El Toro, Cont’d
Being a good loser is the sign of a winner. Your March 20 editorial outlining how the pros and cons might get together on resolving the El Toro airport issue is an important first step!
Judy B. Rosener
Professor, Graduate School of Management
University of California, Irvine
Read your March 20 opinion. I don’t expect you’ll get much applause from South County on your proposal. In fact, I would expect you to get shot down for such a plan.
If you really want to know how the South County heart beats, you must start attending Irvine Council meetings. After attending them for over 12 months, I think I know how they feel and what they think. They will not support any form of residential buyout or soundproofing. Never.
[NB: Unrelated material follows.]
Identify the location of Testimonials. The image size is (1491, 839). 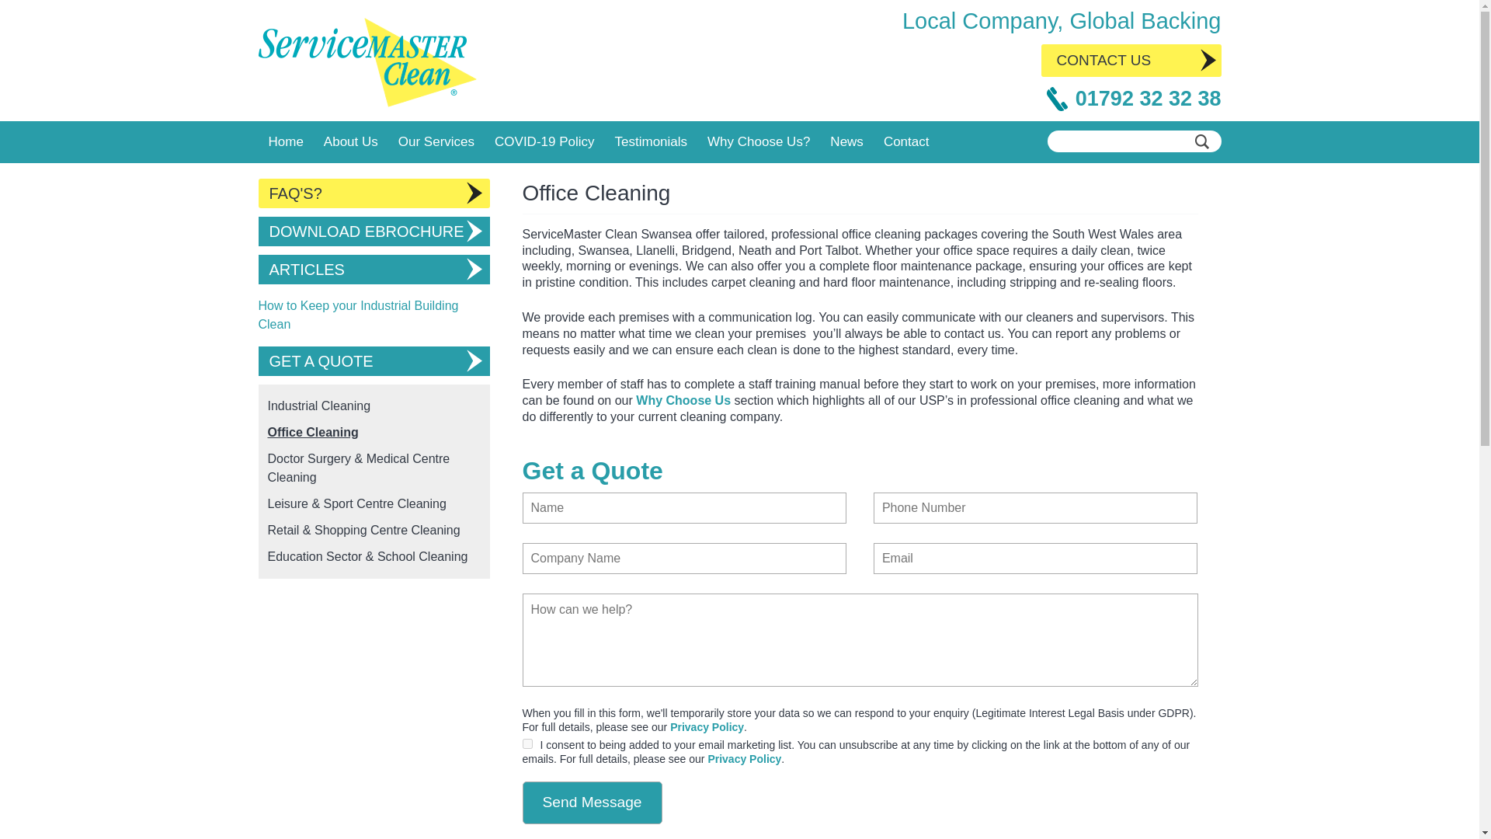
(651, 141).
Nor will they ever accept an airport that includes the controversial east/west runways.
If I were you, I’d be carrying an umbrella.
Russell Niewiarowski
Santa Ana Heights
Supervisor Jim Silva expressed his desire to resolve the divisive El Toro issue by focusing on cooperation rather than conflict and to work to ensure that the community’s concerns are depressed.
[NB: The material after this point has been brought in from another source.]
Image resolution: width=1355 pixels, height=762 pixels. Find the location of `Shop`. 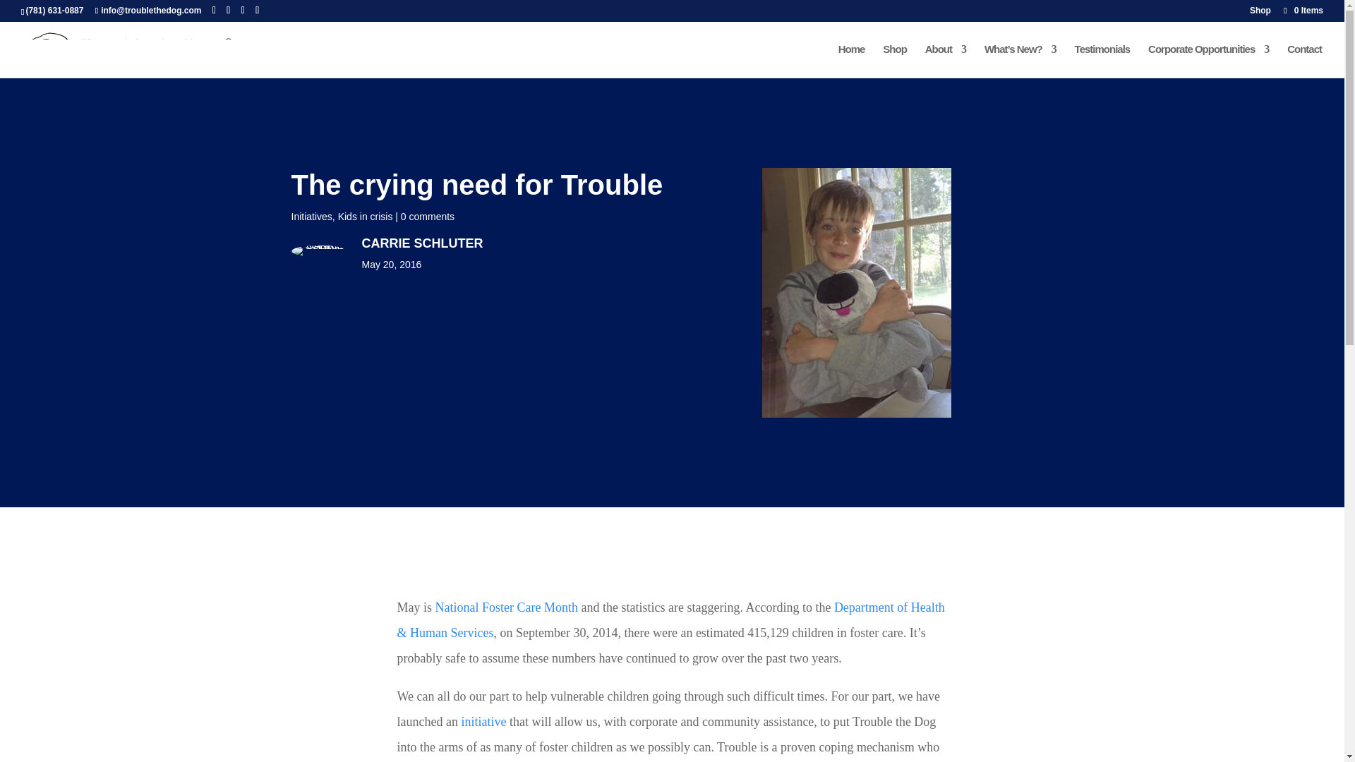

If the supervisor is indeed serious in his desire to work together and to reconcile differences he must be willing to support the following:
n Invite Irvine and Lake Forest to become full members of the Local Redevelopment Agency.
n Eliminate the so-called “fatal flaw” provision as a condition for the approval of the Millennium Plan.
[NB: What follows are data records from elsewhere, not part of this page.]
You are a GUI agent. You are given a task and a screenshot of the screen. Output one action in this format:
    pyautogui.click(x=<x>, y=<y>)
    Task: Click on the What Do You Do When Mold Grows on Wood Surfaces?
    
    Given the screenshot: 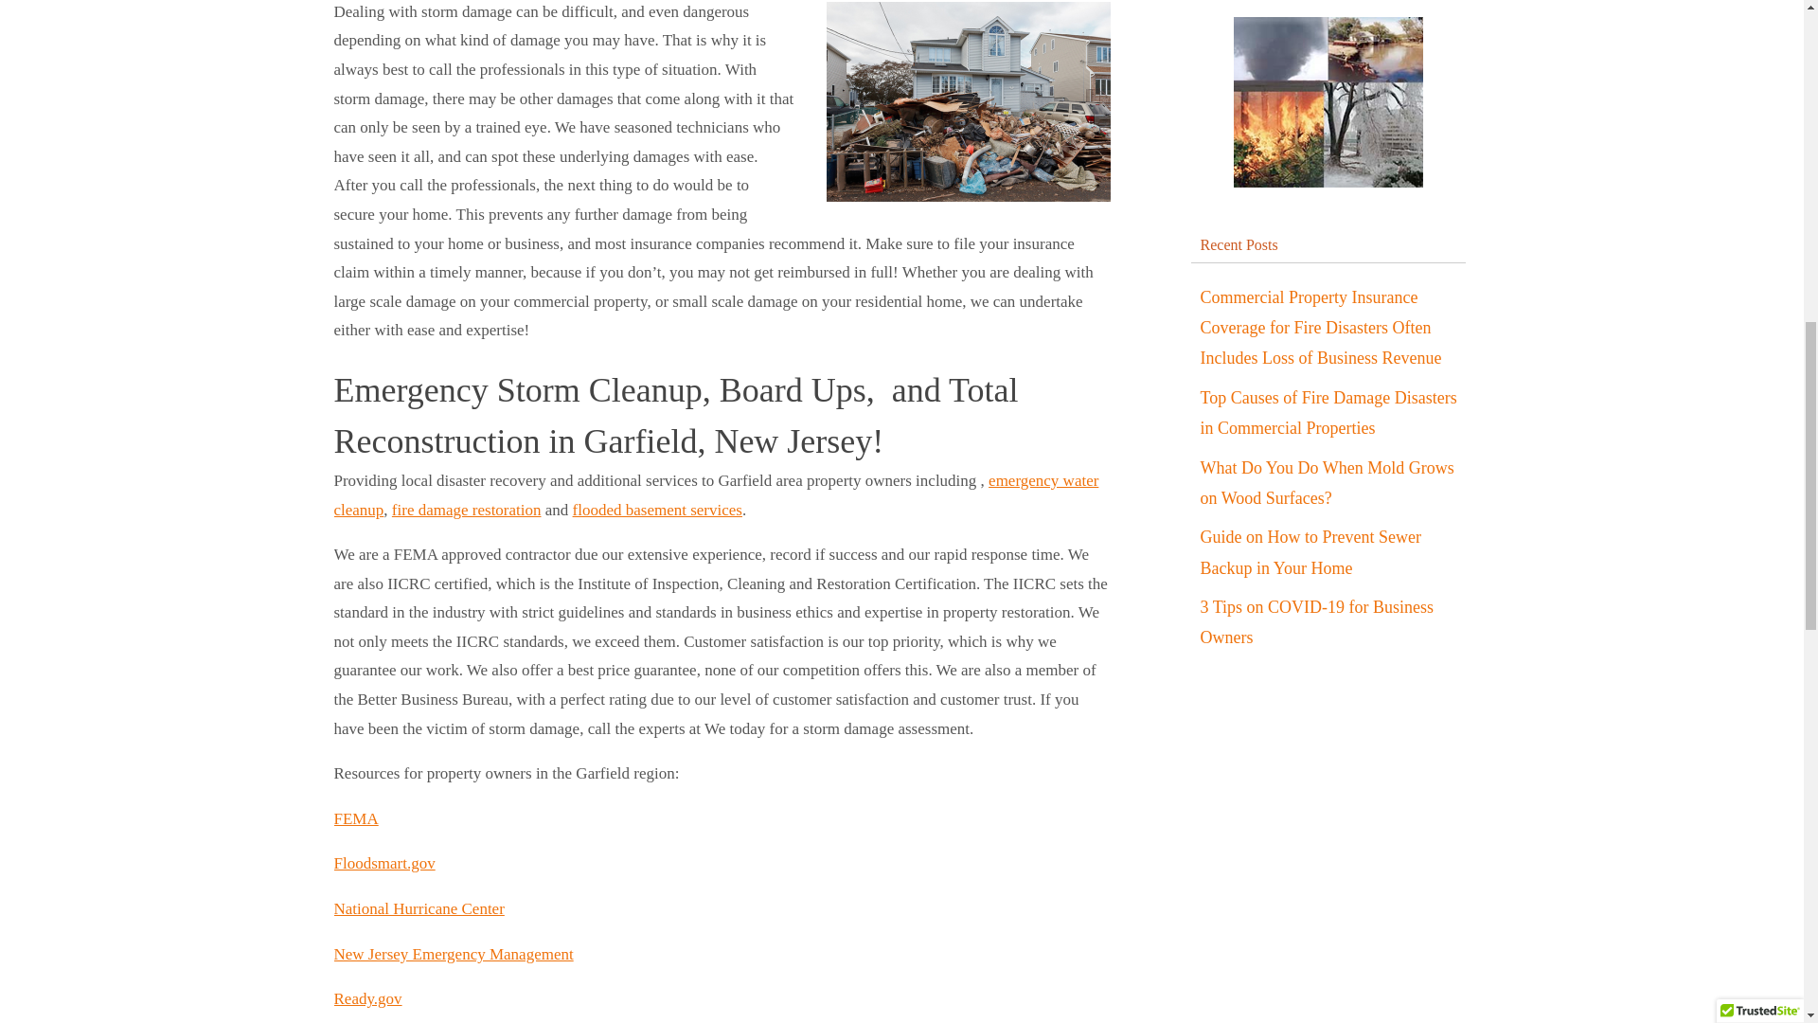 What is the action you would take?
    pyautogui.click(x=1328, y=483)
These two provisions should restore credibility to the planning process. Moreover, it will start the process of restoring public confidence in county government.
Paul Willems
Laguna Niguel
The Problem of Greed in Education
Educators are committing the very acts for which they bitterly rebuke businessmen in every media outlet just about every week. I’m talking about (may I use one of the liberals’ own favorite words?) greed.
As the number of students increases dramatically, so too do the number of remedial classes for UCI freshmen, in both math and English. And yet the “number of ‘qualified’ applicants turned away by UCI” is estimated to be 7,000 for this year, well above the 5,500 turned away last year (“UCI Girding for Rapid Growth in Next 10 Years,” Feb 28 issue).
Imagine your life being in the hands of an engineer or doctor or other critical professional who required dumbbell English and math. The only conceivable reason such students are accepted is the greed of the profoundly liberal academia. Public education is, in the words of Nobel laureate and college professor Milton Friedman, a “socialist monopoly.”
What is needed is a dramatic decline in college enrolment, not an increase. Emphasis of quantity at the expense of quality is the antithesis of intellectualism.